Monday, April 8, 2024

Nails

"I do not extend my fingers when I examine my nails.  I, by God, double my hand like a man."  ~James Thurber, From "The Case of Dimity Ann" in Thurber Country, ©1953

It hadn't occurred to me that there is a masculine and a feminine way to check your nails.

Sunday, April 7, 2024

Without Hesitation

Excerpted from "The Casebook of James Thurber" in Thurber Country, ©1953:

The case of the Gloucester Sympathizer was similar to the Case of the Young Woman Named Sherlock Holmes, a problem I solved the easy way a couple of years ago.  George Spencer had told me that a guy he knew named Harry Huff was going to marry a girl named Sherlock Holmes.  I said this was nonsense, because there isn't any girl named Sherlock Holmes.  He said I didn't know anything about it.  I said it was dangerous to believe everything one heard, and to go around repeating it.  He snapped the leash back on his dog's collar, picked up its throwing stick, and went away.

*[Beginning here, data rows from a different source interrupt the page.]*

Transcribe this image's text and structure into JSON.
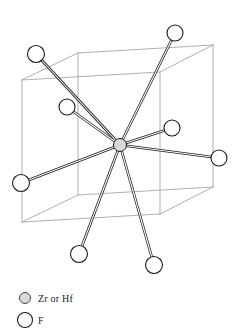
{
  "figure": {
    "background_color": "#ffffff",
    "line_color": "#1a1a1a",
    "cell_edge_color": "#9a9a9a",
    "metal_fill_color": "#d8d8d8",
    "fluorine_fill_color": "#ffffff"
  },
  "unit_cell": {
    "label": "cubic unit cell wireframe",
    "front_face": [
      {
        "x": 22,
        "y": 80
      },
      {
        "x": 160,
        "y": 72
      },
      {
        "x": 160,
        "y": 214
      },
      {
        "x": 22,
        "y": 222
      }
    ],
    "back_face": [
      {
        "x": 78,
        "y": 53
      },
      {
        "x": 213,
        "y": 45
      },
      {
        "x": 213,
        "y": 187
      },
      {
        "x": 78,
        "y": 195
      }
    ]
  },
  "central_atom": {
    "species": "Zr or Hf",
    "x": 120,
    "y": 145,
    "radius": 6.5
  },
  "ligand_atoms": [
    {
      "id": "F1",
      "species": "F",
      "x": 175,
      "y": 33,
      "radius": 8.0,
      "position": "top-right"
    },
    {
      "id": "F2",
      "species": "F",
      "x": 36,
      "y": 54,
      "radius": 8.5,
      "position": "top-left"
    },
    {
      "id": "F3",
      "species": "F",
      "x": 67,
      "y": 107,
      "radius": 8.0,
      "position": "inner-upper-left"
    },
    {
      "id": "F4",
      "species": "F",
      "x": 172,
      "y": 128,
      "radius": 8.0,
      "position": "right-upper"
    },
    {
      "id": "F5",
      "species": "F",
      "x": 219,
      "y": 158,
      "radius": 8.0,
      "position": "far-right"
    },
    {
      "id": "F6",
      "species": "F",
      "x": 21,
      "y": 183,
      "radius": 8.5,
      "position": "far-left"
    },
    {
      "id": "F7",
      "species": "F",
      "x": 79,
      "y": 254,
      "radius": 8.5,
      "position": "bottom-left"
    },
    {
      "id": "F8",
      "species": "F",
      "x": 154,
      "y": 265,
      "radius": 8.5,
      "position": "bottom-right"
    }
  ],
  "bonds": [
    {
      "from": "center",
      "to": "F1",
      "style": "double-line"
    },
    {
      "from": "center",
      "to": "F2",
      "style": "double-line"
    },
    {
      "from": "center",
      "to": "F3",
      "style": "double-line"
    },
    {
      "from": "center",
      "to": "F4",
      "style": "double-line"
    },
    {
      "from": "center",
      "to": "F5",
      "style": "double-line"
    },
    {
      "from": "center",
      "to": "F6",
      "style": "double-line"
    },
    {
      "from": "center",
      "to": "F7",
      "style": "double-line"
    },
    {
      "from": "center",
      "to": "F8",
      "style": "double-line"
    }
  ],
  "legend": {
    "items": [
      {
        "symbol": "metal-circle",
        "label": "Zr or Hf",
        "radius": 5.5,
        "fill": "#d8d8d8"
      },
      {
        "symbol": "fluorine-circle",
        "label": "F",
        "radius": 7.5,
        "fill": "#ffffff"
      }
    ]
  }
}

I got out the phone book.  There were two Henry Huffs listed, and I called the first one.  "Nah," he said, "I'm living in sin with Dr. Watson.  I thought everybody knew that."  He was obviously the wrong Henry Huff, and I hung up on him.  The second one turned out to be the right one.  I asked him to spell out the name of his fiancée.  Without hesitation, he said he didn't want to, so I mentioned George Spencer and what he had said about Sherlock Holmes.  Huff was annoyed, but he finally told me the name of the girl he was going to marry, one Shirley Combs.

Saturday, April 6, 2024

Siggy and Jimmy

 "Life as we find it is too hard for us; it entails too much pain, too many disappointments, impossible tasks.  We cannot do without palliative remedies.  There are perhaps three of these means:  powerful diversions of interest, which lead us to care little about our misery; substitutive gratifications, which lessen it; and intoxicating substances, which make us insensitive to it.  Something of this kind is indispensable."  ~Sigmund Freud

Or, worded slightly differently:

Friday, April 5, 2024

This Time Around

"In the Eastern tradition, the state of your consciousness at the last moment of life is so crucial that you spend your whole life preparing for that moment.  We've had many assassinations in our culture recently and when we think what it was like for Bobby Kennedy or Jack Kennedy, if they had any thought, what it would have been.  'Oh, I've been shot!' or 'He did it,' or 'Goodbye,' or 'Get him,' or 'Forgive him.'  Mahatama Gandhi walked out into a garden to give a press conference and gunman shot him three or four times, but as he was falling the only thing that came out of his mouth was, 'Ram…' The name of God.  He was ready!
 
"At the moment of death you let go lightly, you go out into the light, toward the One, toward God.  The only thing that died, after all, was another set of thoughts of who you were this time around."  ~Ram Dass, from Grist for the Mill ©1981

Thursday, April 4, 2024

Creative/Destructive

"Nature and I have long felt that the hope of mankind is womankind, that the physically creative sex must eventually dominate the physically destructive sex if we are to survive on this planet."  ~James Thurber

Thurber visited Paris at the end of World War I and again at the end of World War II.